“We have nothing to review. We have made all the steps as a state and we continue to have an excellent dialogue with the Lithuanian Jewish community and with the global (Jewish) community,” Skvernelis told the Žinių Radijas radio station on Thursday.
“We are not saying that no discussion is needed on these painful issues that do exist. Such discussions are taking place in the government and representatives of the (Jewish) community come (to take part in these discussions). Thus, there is nothing to be reviewed,” he said.
Skvernelis commented on a statement by the European Jewish Congress (EJC) which calls on Lithuania to “seriously examine the role of Lithuanians during the Nazi occupation, to cease honoring (those) who took part in collaborating with the Nazi occupation and who played an active role in the murders of Lithuanian Jews”.
According to the prime minister, Lithuania, as a state, has done everything to ensure good relations between the state and the Jewish community.
The EJC, led by Russian businessman Moshe Kantor, issued the statement in defense of Rūta Vanagaitė, an author and a public relations specialist who has recently come under heavy criticism over her remarks about Adolfas Ramanauskas-Vanagas, a Lithuanian anti-Soviet resistance commander.
The EJC said that Vanagaitė “should be praised instead of being attacked”.
Vanagaite said last week that, based on KGB documents, Ramanauskas-Vanagas “is no hero”. According to her, the partisan commander was not tortured by the Soviets and he possibly collaborated with the KGB.
The writer and her partner, Efraim Zuroff of the Simon Wiesenthal Center, have also made comments about Ramanauskas-Vanagas’ alleged role in the Holocaust.
The Lithuanian Jewish Community (LJC) has dissociated itself from publicly made allegations about the anti-Soviet resistance commander’s possible role in Holocaust crimes.
“Lithuanian Jewish Community at this time has no reliable, historical documentary-based evidence confirming the allegations against Ramanauskas-Vanagas in connection with the Lithuanian Jewish Holocaust,” the LJC said in a statement.
There is a unanimous consensus among Lithuanian historians that Ramanauskas-Vanagas was brutally tortured by Soviet officials for his role in the Lithuanian resistance fight and that there is no evidence suggesting his involvement in the Holocaust.
Alma Littera, the publisher of a number of books by Vanagaite, described the writer’s allegations against Ramanauskas-Vanagas as unacceptable and ended cooperation with her.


Task prompt: Determine how many lines of the listing below include the string "Chef". Output the number and nothing more.

══ Excerpted data

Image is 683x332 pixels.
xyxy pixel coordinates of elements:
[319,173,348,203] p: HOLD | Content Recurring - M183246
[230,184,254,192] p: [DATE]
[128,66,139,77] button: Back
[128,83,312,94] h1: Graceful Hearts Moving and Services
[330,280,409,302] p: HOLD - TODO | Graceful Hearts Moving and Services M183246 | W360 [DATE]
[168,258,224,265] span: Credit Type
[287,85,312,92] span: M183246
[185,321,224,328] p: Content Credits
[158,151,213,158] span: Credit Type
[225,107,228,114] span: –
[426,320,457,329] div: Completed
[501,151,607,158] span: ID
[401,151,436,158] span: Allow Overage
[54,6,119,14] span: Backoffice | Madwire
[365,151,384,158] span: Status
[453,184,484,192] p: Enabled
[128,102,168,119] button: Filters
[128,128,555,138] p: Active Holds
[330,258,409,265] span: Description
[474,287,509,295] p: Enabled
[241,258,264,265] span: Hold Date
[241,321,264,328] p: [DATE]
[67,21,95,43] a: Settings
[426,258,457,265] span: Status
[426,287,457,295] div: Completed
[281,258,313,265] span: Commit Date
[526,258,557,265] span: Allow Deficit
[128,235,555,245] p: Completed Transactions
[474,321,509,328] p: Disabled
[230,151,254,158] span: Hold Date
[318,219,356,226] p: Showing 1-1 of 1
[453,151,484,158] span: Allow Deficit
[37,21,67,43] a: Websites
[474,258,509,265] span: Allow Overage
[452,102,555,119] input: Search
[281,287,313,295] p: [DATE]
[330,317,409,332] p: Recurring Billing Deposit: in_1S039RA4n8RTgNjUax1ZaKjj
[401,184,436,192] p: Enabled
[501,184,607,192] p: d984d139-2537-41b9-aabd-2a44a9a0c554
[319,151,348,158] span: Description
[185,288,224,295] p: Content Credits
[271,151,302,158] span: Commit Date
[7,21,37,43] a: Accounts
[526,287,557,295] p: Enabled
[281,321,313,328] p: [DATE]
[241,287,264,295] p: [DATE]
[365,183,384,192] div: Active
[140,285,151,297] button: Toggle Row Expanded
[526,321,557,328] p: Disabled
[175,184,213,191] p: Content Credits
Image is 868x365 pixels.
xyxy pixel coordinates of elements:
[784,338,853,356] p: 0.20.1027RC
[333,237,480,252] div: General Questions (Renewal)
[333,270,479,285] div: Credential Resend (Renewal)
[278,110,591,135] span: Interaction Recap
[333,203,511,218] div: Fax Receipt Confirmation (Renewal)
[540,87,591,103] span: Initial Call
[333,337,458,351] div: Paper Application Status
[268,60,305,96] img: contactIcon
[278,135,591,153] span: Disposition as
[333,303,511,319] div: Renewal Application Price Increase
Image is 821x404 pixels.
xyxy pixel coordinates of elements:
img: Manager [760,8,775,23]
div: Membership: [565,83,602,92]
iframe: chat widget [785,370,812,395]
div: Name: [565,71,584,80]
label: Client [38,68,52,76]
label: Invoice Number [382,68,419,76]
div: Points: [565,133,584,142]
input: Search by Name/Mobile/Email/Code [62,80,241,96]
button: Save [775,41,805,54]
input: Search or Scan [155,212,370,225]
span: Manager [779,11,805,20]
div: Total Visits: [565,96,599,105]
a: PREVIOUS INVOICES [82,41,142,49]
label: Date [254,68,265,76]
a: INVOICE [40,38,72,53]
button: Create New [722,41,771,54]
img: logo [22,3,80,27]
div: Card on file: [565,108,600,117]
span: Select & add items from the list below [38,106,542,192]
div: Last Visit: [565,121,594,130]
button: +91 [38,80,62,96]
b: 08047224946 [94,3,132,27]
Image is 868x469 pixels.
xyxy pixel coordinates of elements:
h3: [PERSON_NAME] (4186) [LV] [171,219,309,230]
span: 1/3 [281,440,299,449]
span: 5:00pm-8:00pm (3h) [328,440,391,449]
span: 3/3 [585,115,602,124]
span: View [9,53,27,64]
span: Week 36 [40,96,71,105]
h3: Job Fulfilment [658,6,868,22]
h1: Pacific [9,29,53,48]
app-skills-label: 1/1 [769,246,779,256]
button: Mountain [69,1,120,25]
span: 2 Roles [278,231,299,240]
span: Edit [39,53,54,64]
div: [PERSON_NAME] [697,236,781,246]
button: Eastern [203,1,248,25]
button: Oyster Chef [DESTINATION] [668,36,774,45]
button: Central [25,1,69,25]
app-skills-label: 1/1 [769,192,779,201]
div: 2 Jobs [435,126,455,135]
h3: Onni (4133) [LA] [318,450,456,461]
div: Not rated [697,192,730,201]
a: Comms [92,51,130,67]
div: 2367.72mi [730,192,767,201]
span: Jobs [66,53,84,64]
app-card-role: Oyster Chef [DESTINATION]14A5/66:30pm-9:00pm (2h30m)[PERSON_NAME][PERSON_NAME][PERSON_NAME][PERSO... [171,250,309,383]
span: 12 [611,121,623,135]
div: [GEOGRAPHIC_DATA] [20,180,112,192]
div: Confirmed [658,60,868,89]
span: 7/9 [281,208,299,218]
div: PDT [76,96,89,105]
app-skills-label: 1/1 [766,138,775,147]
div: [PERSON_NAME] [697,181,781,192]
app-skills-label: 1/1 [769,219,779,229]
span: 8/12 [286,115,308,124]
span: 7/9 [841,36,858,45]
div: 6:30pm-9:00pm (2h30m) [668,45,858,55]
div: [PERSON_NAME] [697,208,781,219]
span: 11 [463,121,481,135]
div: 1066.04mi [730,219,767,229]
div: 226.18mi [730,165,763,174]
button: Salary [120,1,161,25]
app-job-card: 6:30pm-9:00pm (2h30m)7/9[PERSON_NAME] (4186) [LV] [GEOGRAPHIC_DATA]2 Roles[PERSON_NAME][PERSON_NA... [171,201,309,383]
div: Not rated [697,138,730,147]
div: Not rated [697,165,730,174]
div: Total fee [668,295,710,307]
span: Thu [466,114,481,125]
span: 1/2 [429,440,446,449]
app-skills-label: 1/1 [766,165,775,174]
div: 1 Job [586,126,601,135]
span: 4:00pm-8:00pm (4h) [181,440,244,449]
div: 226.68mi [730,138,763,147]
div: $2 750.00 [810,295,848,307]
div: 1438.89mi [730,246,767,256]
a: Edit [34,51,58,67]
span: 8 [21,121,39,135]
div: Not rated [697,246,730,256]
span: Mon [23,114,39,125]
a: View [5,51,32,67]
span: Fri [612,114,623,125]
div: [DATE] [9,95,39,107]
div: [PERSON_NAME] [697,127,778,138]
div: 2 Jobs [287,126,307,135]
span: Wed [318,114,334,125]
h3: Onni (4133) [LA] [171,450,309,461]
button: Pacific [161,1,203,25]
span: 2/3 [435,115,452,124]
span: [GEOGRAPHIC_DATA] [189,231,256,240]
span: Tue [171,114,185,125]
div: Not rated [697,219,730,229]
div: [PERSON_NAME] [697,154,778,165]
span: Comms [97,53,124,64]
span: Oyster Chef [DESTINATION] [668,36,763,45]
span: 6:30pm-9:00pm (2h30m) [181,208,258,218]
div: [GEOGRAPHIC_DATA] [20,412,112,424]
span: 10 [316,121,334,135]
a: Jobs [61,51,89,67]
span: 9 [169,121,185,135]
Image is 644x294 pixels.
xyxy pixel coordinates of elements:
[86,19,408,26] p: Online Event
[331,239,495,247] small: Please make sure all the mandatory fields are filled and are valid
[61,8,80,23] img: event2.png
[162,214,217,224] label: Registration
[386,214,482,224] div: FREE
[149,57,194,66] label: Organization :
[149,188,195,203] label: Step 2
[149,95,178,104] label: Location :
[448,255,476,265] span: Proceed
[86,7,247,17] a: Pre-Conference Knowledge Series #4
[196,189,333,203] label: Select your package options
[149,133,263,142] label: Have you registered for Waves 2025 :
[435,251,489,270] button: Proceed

════

Expected answer: 3